In September 1870, Nechaev published one issue of Obshchina (The Commune) in London. Pursued by agents of the tsarist government, he went into hiding in Paris and Zurich, maintaining contacts with K. M. Tursky and the Polish Blanquists. On Aug. 14, 1872, he was arrested in Zurich and handed over to the Russian authorities as a common criminal; on Jan. 8, 1873, in Moscow, he was sentenced to twenty years’ hard labor for the murder of Ivanov. He was held in the Aleksei Ravelin of the Peter and Paul Fortress. There he spread propaganda among the guards and by the late 1870’s had brought them under his influence.

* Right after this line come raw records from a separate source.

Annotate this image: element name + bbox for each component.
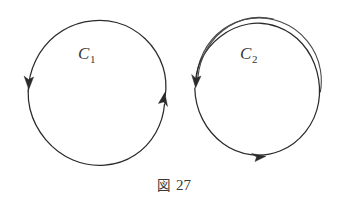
curve-c1-label-letter: C <box>78 44 90 63</box>
curve-c1-group <box>24 20 168 165</box>
curve-c1-label-subscript: 1 <box>90 53 96 65</box>
curve-c2-label-subscript: 2 <box>252 53 258 65</box>
figure-caption: 図27 <box>0 174 348 194</box>
curve-c2-label-letter: C <box>240 44 252 63</box>
curve-c1-right-arrow-icon <box>158 93 167 107</box>
curve-c1-left-arrow-icon <box>24 76 34 90</box>
curve-c2-path-outer <box>196 18 321 92</box>
curve-c2-path-inner <box>195 23 320 155</box>
figure-caption-kanji: 図 <box>157 177 170 193</box>
curve-c2-label: C2 <box>240 44 258 65</box>
curve-c1-path-upper <box>28 20 166 96</box>
figure-caption-number: 27 <box>176 177 191 193</box>
curve-c2-group <box>192 18 322 162</box>
curve-c1-path <box>28 91 164 165</box>
figure-27-container: C1 C2 図27 <box>0 0 348 216</box>
curve-c1-label: C1 <box>78 44 96 65</box>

In December 1880 he established ties with the executive committee of Narodnaia Volia (People’s Will); he proposed a plan for his own escape but rejected it himself out of desire not to divert the organization from its attempt to assassinate Alexander II. Nechaev died in the Aleksei Ravelin.
A man of great personal courage, fanatically devoted to the revolutionary cause, Nechaev nonetheless used methods unworthy of a revolutionary and brought great harm to the Russian revolutionary movement. Such methods, known collectively as nechaevshchina, were decisively condemned and rejected by Russian revolutionaries.
REFERENCES
Marx, K. and F. Engels. “Al’ians sotsialisticheskoi demokratii i Mezhdunarodnoe Tovarishchestvo Rabochikh.” Soch., 2nd ed., vol. 18.Kantor, R. M. V pogone za Nechaevym, 2nd ed. Leningrad-Moscow, 1925.
Shchegolev, P. E. “S. G. Nechaev v raveline (1873–1882).” In his book Alekseevskii ravelin. Moscow, 1929.
Nechaev i nechaevtsy: Sb. materialov. Moscow-Leningrad, 1931.
Koz’min, B. P. “S. G. Nechaev i ego protivniki v 1868–1869 gg.” In Revoliutsionnoe dvizhenie 1860-kh gg. Moscow, 1932.
Kariakin, Iu. F., and E. G. Plimak. “ ’Nechaevshchina’ i ee sovremennye burzhuaznye ’issledovateli’.” Istoriia SSSR, 1960, no. 6.
Pirumova, N. M. “M. Bakunin ili S. Nechaev?” Prometei, vol. 5. Moscow, 1968.
Pirumova, N. M. “Novoe o Bakunine na stranitsakh frantsuzskogo zhurnala.” Istoriia SSSR, 1968, no. 4.
Rudnitskaia, E. L. “Novoe o ’nechaevskom’ Kolokole. (K istorii vozniknoveniia i program my).” In Problemy istorii obshchestvennogo dvizheniia i istoriografii. Moscow, 1971.
Grosul, V. Ia. Rossiiskie revoliutsionery v iugo-vostochnoi Evrope (1859–1874). Kishinev, 1973.
Confino, M. Violence dans la violence. Le Debat Bakounine-Necaev. Paris, 1973.